The insidious root of the problem is that healthcare as a market commodity simply does not work, and we’ve known this for decades. Pioneering economist Kenneth Arrow’s groundbreaking 1963 article clearly established that medical resources can’t be efficiently allocated by the usual free market processes. There is too much uncertainty about disease incidence and treatment efficacy. Further, patients are terrible healthcare “consumers” or shoppers. They lack the knowledge to make such selections. Patients forego care when facing financial barriers, without distinguishing properly between necessary and optional care. Even when provided tools for comparison-shopping, patients can’t use them effectively.
Because healthcare isn’t a viable market commodity, the efficiencies realized in properly functioning markets (like cars, phones, and agricultural products) are unobtainable. Our decades-long experiment in market-based healthcare has failed miserably, yielding worse health outcomes and up to twice the costs of other countries.
With the COVID-19 pandemic reaching epic proportions, the problem of “choice” is seen in stark relief. Our response to the epidemic is unethical and harmful to health, just like our health system is during normal times. Fundamentally, “choice” of health insurance creates a dizzyingly complex and inefficient morass that reaps profits for insurance executives and shareholders—while creating huge financial barriers to care.
The solution is straightforward: universal single-payer health insurance, or Medicare for All, would cover everyone with the same high-quality care, progressively financed. You choose your doctor, what you need is paid with no or minimal co-payments, paperwork is greatly streamlined and simplified, and we save enormous sums of money in the process. Especially now with the extreme shortages and exploding needs of COVID-19, we need Medicare-for-All so that everyone has access to testing and treatment regardless of economic status.
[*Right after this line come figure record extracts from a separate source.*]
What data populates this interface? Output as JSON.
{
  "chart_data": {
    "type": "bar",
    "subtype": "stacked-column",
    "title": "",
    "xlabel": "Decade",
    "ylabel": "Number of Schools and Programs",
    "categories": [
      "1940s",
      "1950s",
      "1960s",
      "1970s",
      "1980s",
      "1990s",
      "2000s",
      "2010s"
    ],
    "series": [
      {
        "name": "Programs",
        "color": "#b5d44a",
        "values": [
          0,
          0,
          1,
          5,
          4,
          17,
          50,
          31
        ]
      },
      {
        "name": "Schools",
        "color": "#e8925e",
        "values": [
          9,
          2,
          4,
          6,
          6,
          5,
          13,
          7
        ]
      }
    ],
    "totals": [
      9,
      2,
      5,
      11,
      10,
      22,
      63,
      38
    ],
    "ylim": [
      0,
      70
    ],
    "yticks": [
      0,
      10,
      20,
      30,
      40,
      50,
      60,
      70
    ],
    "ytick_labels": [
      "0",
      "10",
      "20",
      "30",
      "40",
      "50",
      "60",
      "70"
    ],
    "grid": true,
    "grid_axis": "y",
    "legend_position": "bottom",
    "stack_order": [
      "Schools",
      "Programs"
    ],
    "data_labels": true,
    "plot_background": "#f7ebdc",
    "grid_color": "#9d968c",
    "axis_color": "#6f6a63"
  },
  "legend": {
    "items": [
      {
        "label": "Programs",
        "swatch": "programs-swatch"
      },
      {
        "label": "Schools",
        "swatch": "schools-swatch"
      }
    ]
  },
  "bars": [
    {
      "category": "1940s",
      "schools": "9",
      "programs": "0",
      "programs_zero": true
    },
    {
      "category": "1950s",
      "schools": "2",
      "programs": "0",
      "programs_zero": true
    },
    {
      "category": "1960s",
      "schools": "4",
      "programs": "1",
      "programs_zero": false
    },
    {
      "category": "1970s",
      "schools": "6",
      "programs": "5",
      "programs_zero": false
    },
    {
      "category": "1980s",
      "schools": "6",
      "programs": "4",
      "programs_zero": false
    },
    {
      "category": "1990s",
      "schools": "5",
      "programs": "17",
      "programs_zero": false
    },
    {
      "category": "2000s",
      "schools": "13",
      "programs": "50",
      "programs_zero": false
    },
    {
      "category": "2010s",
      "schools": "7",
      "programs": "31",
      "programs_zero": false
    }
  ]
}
Rani Marx, PhD, MPH is an epidemiologist and health services researcher who currently directs the Initiative for Slow Medicine.
James G. Kahn, MD, MPH is an emeritus professor of health policy, University of California, San Francisco.
Comment:
By Don McCanne, M.D.
The COVID-19 pandemic has certainly captured the attention of the media, and everyone else. How could it not, considering the dramatic adverse impact it has had on each of us?
So what do the media say we should do about it? For the short and intermediate term, there is broad consensus that the government must be involved logistically and fiscally. You can’t read all of the vast volume of material that is already being written about that, so there is no sense repeating it here. But too many pundits are missing the crucial long term lesson, and that is, instead of supporting an expansion of our current health care financing system heavily dependent on the highly dysfunctional private health insurance plans, we should enact and implement single payer Medicare for All, and that process should begin immediately, along with important transitional measures designed to expedite recovery (those measures that we won’t cover here).
Certainly, considering all of the suffering and grief taking place now, short term measures are important, but just think of all of the cumulative suffering and grief that could be ameliorated if we had a health care financing system that would serve the nation well for centuries to come (as if we really could always elect beneficent public stewards who would support social solidarity in perpetuity).